US’s Yellen lands in China, hopes to thaw icy relations

By Andrea Shalal and Yew Lun Tian

BEIJING (Reuters) -U.S. Treasury Secretary Janet Yellen on Thursday began a four-day visit to China focused on easing tensions between the world’s two largest economies, despite low expectations on both sides.

Shortly after arriving in the Chinese capital, Yellen said she was glad to be in Beijing and looked forward to advancing President Joe Biden’s goal of deepening communication between the economically linked but increasingly adversarial countries.

“We seek a healthy economic competition that benefits American workers and firms and to collaborate on global challenges,” Yellen wrote on Twitter.

“We will take action to protect our national security when needed, and this trip presents an opportunity to communicate and avoid miscommunication or misunderstanding.”

Yellen received a low-key welcome from a Chinese finance ministry official and the U.S. envoy to China, Nicholas Burns, as she stepped off a government plane just after a rainstorm brought some relief to an otherwise sweltering Beijing.

Both sides are sceptical that Yellen’s visit will be able to take much heat off of U.S.-China ties, however, with officials accepting that both countries have placed safeguarding national security interests above deepening economic ties.

“Especially if there are things that we may disagree about, it’s even more important that we are talking,” said a U.S. official travelling with Yellen, speaking on arrival in Beijing. “I don’t think it’s fruitless, I will say that definitively.”

Yellen will address what the Biden administration characterizes as unfair practices by China, including recent punitive actions against U.S. firms and market access barriers, the official added.

On Friday she will meet China’s Premier Li Qiang and former economy tsar Liu He, who is a close confidant of President Xi Jinping.

Chinese commentators see hypocrisy in U.S. concerns over the country’s trade practices.

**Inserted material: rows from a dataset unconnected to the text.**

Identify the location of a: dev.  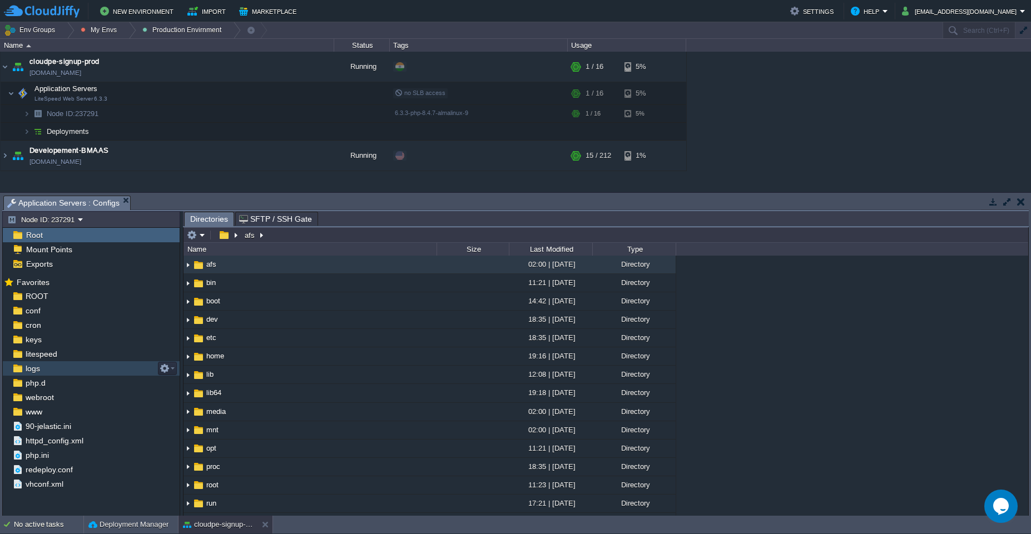
(212, 319).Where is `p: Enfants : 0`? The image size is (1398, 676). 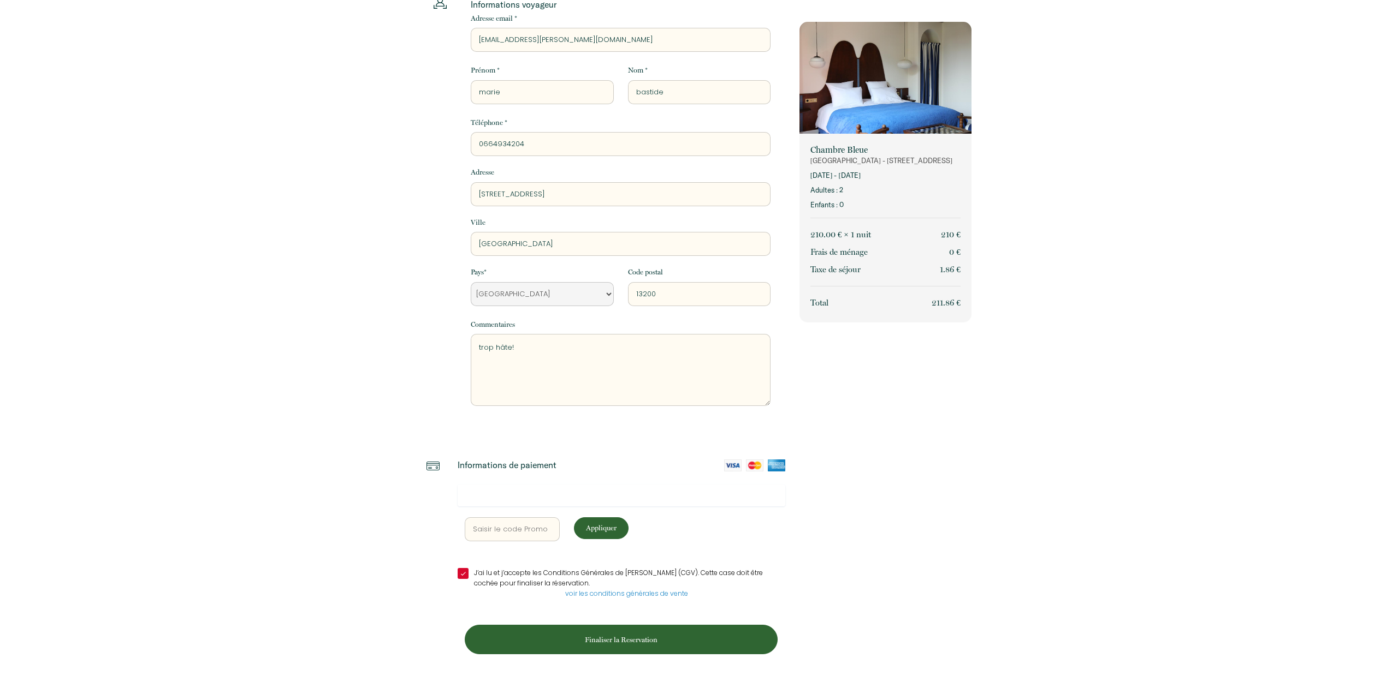
p: Enfants : 0 is located at coordinates (885, 205).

“I wouldn’t regard it as Janet Yellen is not welcome, but China cannot just swallow all the poison pills and continue to show a smile,” said Wang Huiyao, the president of a think tank, the Center for China and Globalization, referring to U.S. sanctions on a growing number of Chinese firms.

Before Yellen’s visit, Chinese analysts told state media that her April speech, which ranked securing the national security interests of the United States and its allies as the key plank of economic policy with China, did not inspire optimism.

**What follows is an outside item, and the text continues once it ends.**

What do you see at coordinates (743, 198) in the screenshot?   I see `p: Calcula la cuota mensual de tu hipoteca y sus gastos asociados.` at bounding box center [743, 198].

Zhu Feng, a professor of international relations at Nanjing University, told the Global Times newspaper that Yellen’s emphasis on national security meant the U.S. was unlikely to stop the “economic and technological suppression” of China.

Yellen will emphasise that the United States does not support decoupling and call for greater transparency by China on its new espionage law, as well as progress in resolving international debt distress, the U.S. official added.

Even though no major breakthroughs are expected, U.S. officials say Yellen will push to open new lines of communication and coordination on economic matters, and stress the consequences of supplying lethal aid to Russia, an assertion China has adamantly rejected.

When Chinese ambassador Xie Feng met Yellen in Washington on Monday, he urged the U.S. to “pay great attention” and move to tackle China’s main concerns on the economy and trade.

Trade tariffs imposed by the Trump administration and sanctions against Chinese firms are the country’s chief concerns, said Wu Xinbo, an American studies specialist at Fudan University, who is familiar with Beijing’s thinking.

Yellen’s long-anticipated trip comes weeks after a visit by Secretary of State Antony Blinken, who agreed with Chinese President Xi Jinping that the mutual rivalry should not veer into conflict, amid a freeze in talks between their militaries.

Both visits, and a trip by Biden’s climate envoy John Kerry as soon as this month, are part of a push to thaw icing relations after the U.S. military shot down a Chinese government balloon over the United States

They come ahead of a possible meeting between Biden and Xi as soon as September’s Group of 20 (G20) Summit in New Delhi or the Asia-Pacific Economic Cooperation (APEC) gathering scheduled for November in San Francisco.

Biden’s effort with Xi is likely to be an issue in his re-election battle next year, as Republicans look to fault his handling of foreign policy.

“Biden is falling over himself to make nice with China, and Xi Jinping is laughing at us,” said Nikki Haley, a former U.N. ambassador now seeking the Republican presidential nomination. “We should believe our enemies when they tell us who they are.”